She married James Swisshelm at age 20, though the marriage was troublesome from the start. The couple, nevertheless, moved to Kentucky, where Jane Grey Swisshelm (as she became known) witnessed the horrors of slavery for the first time. She returned to Pennsylvania to care for her dying mother; her husband sued for land she inherited, believing he should own it as her husband. They divorced in 1857.
Swisshelm, unsurprisingly, became a strong advocate not only of abolitionism but also the legal rights of women, as well as becoming a critic of capital punishment. Most often, she wrote for anti-slavery newspapers and various publications near Pittsburgh. She soon moved to Minnesota, where she founded newspapers of her own and continued her work. During the Civil War, she volunteered as a nurse, particularly after the Battle of Fredericksburg in 1862. She described her experience in that battle, which took place 150 years ago this month, in her autobiography, Half a Century, in 1881:
I made a tuck in a queen's-cloth dress, donned it, selected a light satchel, put into one side a bottle of whiskey and one of sherry, half a pound of green tea, two rolls of bandage and as much old table-linen as packed them close; put some clothing for myself in the other side, and a cake of black castile soap, for cleansing wounds; took a pair of good scissors, with one sharp point, and a small rubber syringe, as surgical instruments; put these in my pocket, with strings attaching them to my belt; got on my Shaker bonnet, and with a large blanket shawl and tin cup, was on board... an hour before the boat left.
With Swisshelm was a young, beautiful woman named Georgie. On the journey to Fredericksburg, they meet the famous Dorothea Dix, who offers no kind greeting before rudely suggesting Fredericksburg needed no help and, further, accusing Georgie of being out of place there (implying, in the text, that Dix thought her too beautiful to be going to nurse wounded soldiers). As Swisshelm writes:
I told Miss Dix that I differed with her about the kind of women who should go into such places. We wanted young, vigorous women—women whose self-respect and social position would command the respect of those to whom they ministered. She grew angry again, and said:
"She shall not go to Fredericksburg; I will have her arrested!"
...When she reached this climax, I raised my head, looked into her face, and said: "I shall not be sorry Miss Dix, if you do; for then I shall apply to my friends, Mrs. Abraham Lincoln and Secretary Stanton, and have your authority tested."
I went on with my work; she growled something and left the boat, but did not disturb us further.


#### PROBLEM
Count the lines below that contain the word "MACROFAUNA", and reply with only that number.

*** Opening DATA PROVIDED ***

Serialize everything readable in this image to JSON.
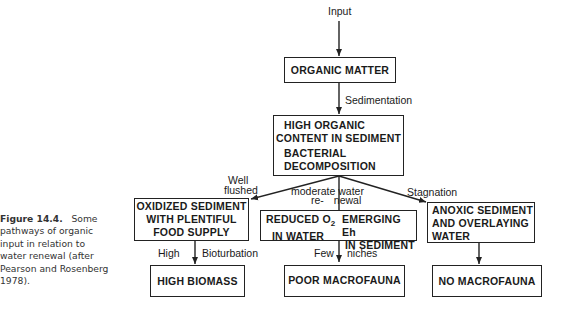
{
  "caption": {
    "figure_label": "Figure 14.4.",
    "text_line1": "Some",
    "text_lines": [
      "pathways of organic",
      "input in relation to",
      "water renewal (after",
      "Pearson and Rosenberg",
      "1978)."
    ]
  },
  "nodes": {
    "input_label": "Input",
    "organic_matter": "ORGANIC MATTER",
    "sedimentation_label": "Sedimentation",
    "high_organic": [
      "HIGH ORGANIC",
      "CONTENT IN SEDIMENT"
    ],
    "bacterial": [
      "BACTERIAL",
      "DECOMPOSITION"
    ],
    "well_flushed": [
      "Well",
      "flushed"
    ],
    "moderate": [
      "moderate water",
      "re-",
      "newal"
    ],
    "stagnation": "Stagnation",
    "oxidized": [
      "OXIDIZED SEDIMENT",
      "WITH PLENTIFUL",
      "FOOD SUPPLY"
    ],
    "reduced": [
      "REDUCED O",
      "2",
      "IN WATER"
    ],
    "emerging": [
      "EMERGING Eh",
      "IN SEDIMENT"
    ],
    "anoxic": [
      "ANOXIC SEDIMENT",
      "AND OVERLAYING",
      "WATER"
    ],
    "high_label": "High",
    "bioturbation_label": "Bioturbation",
    "few_label": "Few",
    "niches_label": "niches",
    "high_biomass": "HIGH BIOMASS",
    "poor_macrofauna": "POOR MACROFAUNA",
    "no_macrofauna": "NO MACROFAUNA"
  },
  "colors": {
    "line": "#222222",
    "text": "#1a1a1a",
    "background": "#ffffff"
  }
}
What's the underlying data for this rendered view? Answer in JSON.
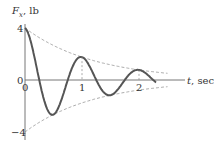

*** Closing DATA PROVIDED ***

#### WRITTEN SOLUTION
2